The letters after your business name aren’t just paperwork — they decide how every dollar of profit is taxed. Choosing well can be worth five figures a year.

Most owners pick an entity once, at the very beginning, and never look at it again. That’s a mistake. The right structure depends on how much you earn, how you pay yourself, and where you’re headed — and the gap between a good choice and a default one shows up on every return for the life of the business.

The short version

A single-member LLC is simple. By default it’s taxed as a sole proprietorship: all of the profit flows to your personal return and all of it is subject to self-employment tax — the 15.3% that covers Social Security and Medicare. For a side business or a company still finding its feet, that simplicity is usually worth it.

An S-corporation changes the math. You become an employee of your own company, pay yourself a reasonable salary, and take the remaining profit as a distribution. That distribution isn’t subject to self-employment tax — which is where the savings come from.

A quick example

On $150,000 of profit, splitting it into a $90,000 salary and $60,000 distribution can save roughly $9,000 in payroll taxes a year — every year — versus running the same income through a default LLC.

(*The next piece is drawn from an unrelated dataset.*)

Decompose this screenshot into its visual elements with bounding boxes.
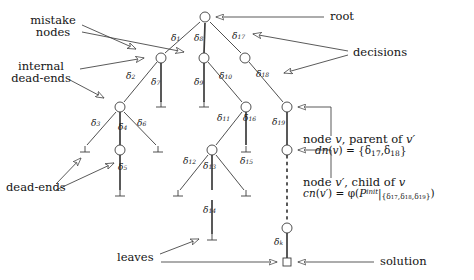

So why isn’t everyone an S-corp?

Because it isn’t free. An S-corp means running payroll, filing a separate return (Form 1120-S), and defending a reasonable salary to the IRS. Those costs are real, and below a certain profit level they outweigh the savings.

A rough rule of thumb

It’s not permanent

The best part: entity choice isn’t a one-time decision. An LLC can elect S-corp treatment when the profit justifies it, and the structure can keep evolving — holding companies, multiple entities, and other layers — as the business grows. The point is to revisit it deliberately, not to set it and forget it.

If you’re not sure your current structure still fits, that’s exactly the kind of thing we model in a planning session — usually in an afternoon, often worth far more than it costs.